QUADE: She hates this. But it might sound a little naive, but when we're with the troops, we're surrounded by all of these men and women with weapons who -- they don't want to die. They're going to be watching out for each other, and I tend to feel like, well, if they're watching out for each other, then we're in the right place. But on the other hand, we're also targeted, as you saw here.
KAGAN; Well, it's a great thing that you're bringing us the stories and great what the troops are doing there. Alex, thank you. Look forward to a lot more stories.
Alex Quade, thank you.
Well, do certain jobs put you at a greater risk of developing Alzheimer's or Parkinson's? If you're a hairdresser or a teacher, you're going to want to hear the results of a new medical survey story. That story coming up next.
(COMMERCIAL BREAK)
KAGAN: An illness outbreak linked to a water park in Upstate New York tops our daily dose of health news. The park in Geneva, New York was closed yesterday after tests showed contamination from a common waterborne disease. A local health director says the reported cases of illness has risen to about 1,500. The disease can cause diarrhea, nausea and fever that can last weeks. Many of the people sickened by the outbreak have already recovered.
A jury resumes deliberations in the nation's first Vioxx trial. The widow of a Texas man is suing a drug company, the drug company Merck in fact, in a lawsuit seeking at least $40 million. She blames Vioxx for her husband's death. Merck says the drug did not cause the man's death, and the company acted responsibly when it pulled Vioxx off the market. The suit is the first of thousands of cases to go to trial.

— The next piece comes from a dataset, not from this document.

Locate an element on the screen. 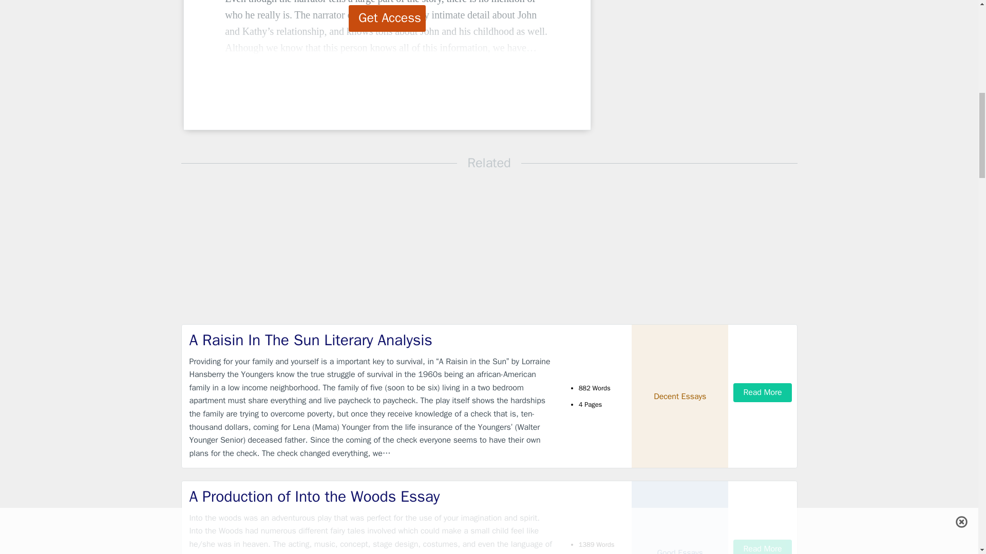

A study suggesting that a wide range of jobs may be tide to brain diseases like Alzheimer's and Parkinson's. Researchers examined more than two million death records in the U.S. They found jobs ranging from farming, to hair dressing, to teaching were associated with an increased risk of brain diseases. In some cases, the link may be a result to more exposures to chemicals. But researchers also point the limitations of studies based on death records.
For you daily dose of health news online, you'll find the latest medical stories, special reports and a health library. The address is CNN.com/health.
(WEATHER REPORT)
KAGAN: That's going to do it for me this hour. The news continues here on CNN. I'm Daryn Kagan. I'll see you on Monday morning.